NeuroEvoBench: Benchmarking Evolutionary Optimizers for Deep Learning Applications

πŸ‘‰ Paper | πŸ‘‰ Benchmark Code | πŸ‘‰ Analysis/Data Access

Authors: Robert T. Lange, Yujin Tang, Yingtao Tian

Published at NeurIPS 2023 Track on Datasets and Benchmarks

Introducing NEB - A Benchmark Tailored to Neuroevolution


NEB = 4 problem classes & 11 total sub-tasks

BBO: Black-box optim. benchmark (BBOB) and HPO-B

Control: Brax robotic and MinAtar visual control tasks

Vision: F-MNIST/CIFAR-10 classification & MNIST VAE

Sequence: Addition regression and Sequential MNISTΒ 

Core Benchmark API


Tuned Learning Curves & Sweeps for 10 Baseline EO

Performance of tuned EO on 9 neuroevolution tasks

50 random search tuning trials for 10 EO methods

πŸ‘‰ We provide all learning curves and tuning experiment results via a Google Cloud Storage bucket. Please check out neuroevobench-analysis for more instructions on how to download and visualize the data.
It is as easy as executing this in the command line: gsutil -m -q cp -r gs://neuroevobench/ .

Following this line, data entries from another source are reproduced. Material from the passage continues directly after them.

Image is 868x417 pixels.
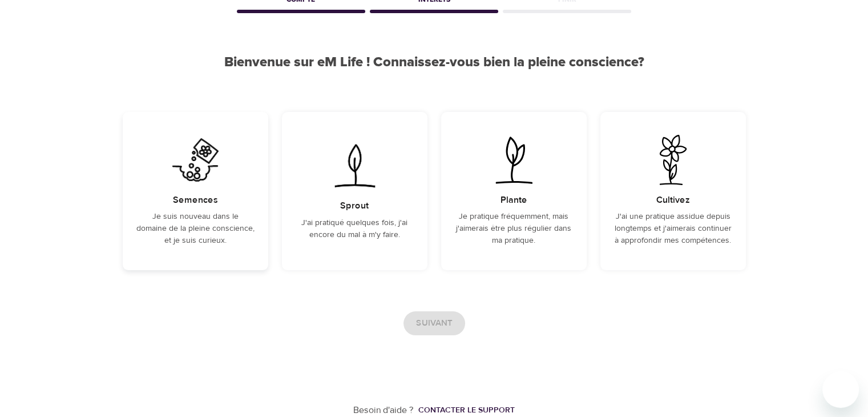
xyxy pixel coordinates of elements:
p: Je pratique fréquemment, mais j'aimerais être plus régulier dans ma pratique. [455,211,573,246]
a: Contacter le support [414,404,515,415]
p: Je suis nouveau dans le domaine de la pleine conscience, et je suis curieux. [137,211,255,246]
iframe: Bouton de lancement de la fenêtre de messagerie [823,371,859,408]
p: J'ai pratiqué quelques fois, j'ai encore du mal à m'y faire. [296,217,414,241]
img: J'ai une pratique assidue depuis longtemps et j'aimerais continuer à approfondir mes compétences. [645,134,702,185]
img: Je pratique fréquemment, mais j'aimerais être plus régulier dans ma pratique. [486,134,543,185]
img: Je suis nouveau dans le domaine de la pleine conscience, et je suis curieux. [167,134,224,185]
div: J'ai une pratique assidue depuis longtemps et j'aimerais continuer à approfondir mes compétences.... [601,112,746,270]
img: J'ai pratiqué quelques fois, j'ai encore du mal à m'y faire. [326,140,383,190]
h2: Bienvenue sur eM Life ! Connaissez-vous bien la pleine conscience? [123,54,746,71]
h5: Plante [500,194,528,206]
h5: Sprout [340,199,368,212]
div: Je suis nouveau dans le domaine de la pleine conscience, et je suis curieux.SemencesJe suis nouve... [123,112,269,270]
p: Besoin d'aide ? [354,404,414,417]
div: Je pratique fréquemment, mais j'aimerais être plus régulier dans ma pratique.PlanteJe pratique fr... [441,112,587,270]
p: J'ai une pratique assidue depuis longtemps et j'aimerais continuer à approfondir mes compétences. [614,211,733,246]
h5: Semences [173,194,218,206]
div: J'ai pratiqué quelques fois, j'ai encore du mal à m'y faire.SproutJ'ai pratiqué quelques fois, j'... [282,112,428,270]
div: Contacter le support [419,404,515,415]
h5: Cultivez [656,194,690,206]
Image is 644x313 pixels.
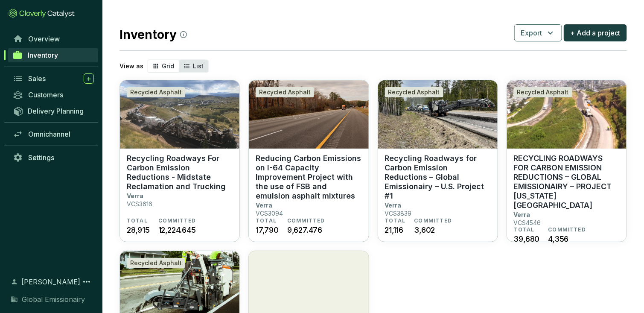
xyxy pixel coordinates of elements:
[159,224,196,236] span: 12,224.645
[28,130,70,138] span: Omnichannel
[28,153,54,162] span: Settings
[127,154,232,191] p: Recycling Roadways For Carbon Emission Reductions - Midstate Reclamation and Trucking
[119,26,187,43] h2: Inventory
[9,87,98,102] a: Customers
[28,90,63,99] span: Customers
[9,127,98,141] a: Omnichannel
[28,35,60,43] span: Overview
[385,217,406,224] span: TOTAL
[21,277,80,287] span: [PERSON_NAME]
[159,217,196,224] span: COMMITTED
[9,71,98,86] a: Sales
[514,24,562,41] button: Export
[514,233,540,245] span: 39,680
[249,80,368,149] img: Reducing Carbon Emissions on I-64 Capacity Improvement Project with the use of FSB and emulsion a...
[28,74,46,83] span: Sales
[127,200,152,208] p: VCS3616
[9,32,98,46] a: Overview
[385,210,412,217] p: VCS3839
[127,192,143,200] p: Verra
[256,202,272,209] p: Verra
[521,28,542,38] span: Export
[120,80,239,149] img: Recycling Roadways For Carbon Emission Reductions - Midstate Reclamation and Trucking
[119,80,240,242] a: Recycling Roadways For Carbon Emission Reductions - Midstate Reclamation and TruckingRecycled Asp...
[385,154,491,201] p: Recycling Roadways for Carbon Emission Reductions – Global Emissionairy – U.S. Project #1
[9,150,98,165] a: Settings
[147,60,209,73] div: segmented control
[570,28,621,38] span: + Add a project
[287,224,322,236] span: 9,627.476
[28,107,84,115] span: Delivery Planning
[127,87,185,97] div: Recycled Asphalt
[414,217,452,224] span: COMMITTED
[506,80,627,242] a: RECYCLING ROADWAYS FOR CARBON EMISSION REDUCTIONS – GLOBAL EMISSIONAIRY – PROJECT CALIFORNIA USAR...
[385,224,403,236] span: 21,116
[548,233,569,245] span: 4,356
[9,104,98,118] a: Delivery Planning
[507,80,626,149] img: RECYCLING ROADWAYS FOR CARBON EMISSION REDUCTIONS – GLOBAL EMISSIONAIRY – PROJECT CALIFORNIA USA
[127,258,185,268] div: Recycled Asphalt
[385,202,402,209] p: Verra
[256,87,314,97] div: Recycled Asphalt
[127,224,150,236] span: 28,915
[287,217,325,224] span: COMMITTED
[127,217,148,224] span: TOTAL
[385,87,443,97] div: Recycled Asphalt
[256,154,361,201] p: Reducing Carbon Emissions on I-64 Capacity Improvement Project with the use of FSB and emulsion a...
[256,217,277,224] span: TOTAL
[162,62,174,70] span: Grid
[378,80,498,242] a: Recycling Roadways for Carbon Emission Reductions – Global Emissionairy – U.S. Project #1Recycled...
[119,62,143,70] p: View as
[514,219,541,226] p: VCS4546
[378,80,498,149] img: Recycling Roadways for Carbon Emission Reductions – Global Emissionairy – U.S. Project #1
[28,51,58,60] span: Inventory
[256,210,283,217] p: VCS3094
[514,154,620,210] p: RECYCLING ROADWAYS FOR CARBON EMISSION REDUCTIONS – GLOBAL EMISSIONAIRY – PROJECT [US_STATE] [GEO...
[514,226,535,233] span: TOTAL
[22,294,85,305] span: Global Emissionairy
[8,48,98,62] a: Inventory
[256,224,279,236] span: 17,790
[548,226,586,233] span: COMMITTED
[514,211,530,218] p: Verra
[193,62,204,70] span: List
[248,80,369,242] a: Reducing Carbon Emissions on I-64 Capacity Improvement Project with the use of FSB and emulsion a...
[414,224,435,236] span: 3,602
[514,87,572,97] div: Recycled Asphalt
[564,24,627,41] button: + Add a project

Resource allocation: population size vs. multi-evaluation

πŸ‘‰ Often times EO practitioners have to trade off the population size (# candidate solutions) and the number of stochastic evaluations for each one of them. Here we show that even for noisy tasks it is beneficial to allocate your resources to a larger population as long as your hardware memory permits.

OpenAI-ES Investigations: Optimizer, Decay, Fitness

πŸ‘‰ How crucial are the choices of GD optimizer, weight regularization, and fitness shaping transformation for the downstream performance of the most popular EO, namely OpenAI-ES? We find that Adan provides a great addition when using pseudo-finite difference gradients. Furthermore, small exponential mean decay can improve performance. Finally, for vision and sequence tasks it is beneficial not to use the raw fitness scores.

Scaling result: population increase always helps

πŸ‘‰ We investigate the scaling of OpenAI-ES with respect to the population and model size. Increasing the population size always improves performance, while larger models can be harder to optimize - likely due to the curse of dimensionality. Nonetheless, for certain tasks, more model capacity can be required and helpful.